Brown quotes a passage from Martin's book, The Holocaust, in which Martin Rosenblum, a survivor of Dzialoszyce in Poland, describes the mass murder of 2,000 Jews that took place on 2 September 1942.
I have had email correspondence with Chinthaka Nanayakkara, a writer in Colombo, Sri Lanka, who has gone through Sir Martin's website with a fine-tooth comb and made very worthwhile suggestions. I wrote to Chinthaka when I heard about the horrendous attack last week.
This is what he writes:
What hurts me most is that it feels like we have reverted back to that accursed time once more when we regarded each other with suspicion, went shopping with a troubled mind, boarded the public transport with deep misgivings whether we would see our loved ones ever again, and went to church, mosque and temple with no hopes of consolation. Oh Esther, we are a very silent country. We have nothing against anyone. Why so much revenge?
On May 2nd, Jews around the world will commemorate Yom Hashoah, a day in remembrance of Jews killed during the Holocaust. In Israel, sirens will wail and everyone will stop in their tracks to remember families, communities, culture and a way of life destroyed. Seventy-five years on, a murderous ideology is still destroying families, communities and the very fabric of civilisation. Chinthaka's questions still await answers.
“Hillsdale College recently acquired the entire working library and archives of the late Gilbert, the official biographer of Sir Winston Churchill from 1968 yo 2012, who died in 2015.”
“Is it that the groaning shelves of books on appeasement in our libraries and bookshops are, because they make some analytical points, not “narrative”? Or is it that AJP Taylor, Donald Cameron Watt, David Reynolds, Richard Overy, RAC Parker, Martin Gilbert and all the other historians who have tilled this furrow (all cited by Tim Bouverie), not to mention Winston Churchill himself, are somehow not 'major'?” Hermann Herald, https://hermannherald.com/even-astronauts-fear-the-left/33964/, “Even Astronauts Fear the Left,” by Michael Massai, posted 21 April 2019:
“As regards the Bengal famine, Churchill's official biographer, the late Sir Martin Gilbert, whom I personally knew to be among the most honest writers I ever met, said:'Churchill was not responsible for the Bengal Famine.I have been searching for evidence for years:none has turned up.The 1944 Document volume of the official biography (Hillsdale College Press) will resolve this issue finally.'”
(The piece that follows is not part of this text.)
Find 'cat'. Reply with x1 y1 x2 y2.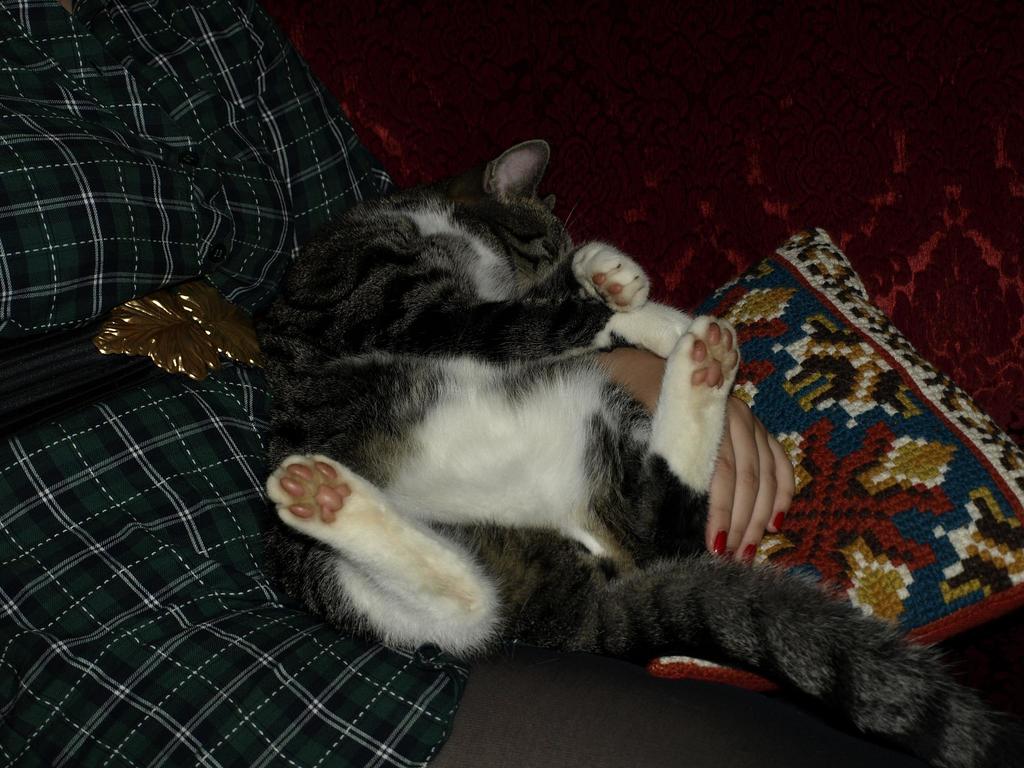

"Fleeing persecution in Europe, thousands of Jewish immigrants settled in Palestine after World War II. Renowned historian Martin Gilbert crafts a riveting account of Israel’s turbulent history, from the birth of the Zionist movement under Theodor Herzl to the unexpected declaration of its statehood in 1948, and through the many wars, conflicts, treaties, negotiations, and events that have shaped its past six decades—including the Six Day War, the Intifada, Suez, and the Yom Kippur War. Drawing on a wealth of first-hand source materials, eyewitness accounts, and his own personal and intimate knowledge of the country, Gilbert weaves a complex narrative that’s both gripping and informative, and probes both the ideals and realities of modern statehood."
1 June 2019, Professor Shirli Gilbert, speaking on “Israel and the Diaspora Today”, 8pm A new course on offer: Turning Points in Jewish History
Previous Events
March 11
The Centre sponsored a book at Jewish Book Week, Pogrom, The Tilt of History, by Steven Zipperstein, who had met Martin when Steven was at Oxford.
March 5
James Loeffler, Professor of Jewish History, University of Virginia, spoke on his research into Jews and Human Rights.
One of our upcoming projects is to have an exhibit of Sir Martin's postcards highlighting the (ancient?) practice of writing, stamping, and mailing post cards.
We are currently collecting information on what might be available, so if you were fortunate to be on Sir Martin's postcard list, please let me know the time and place he sent them from, and your connection to him.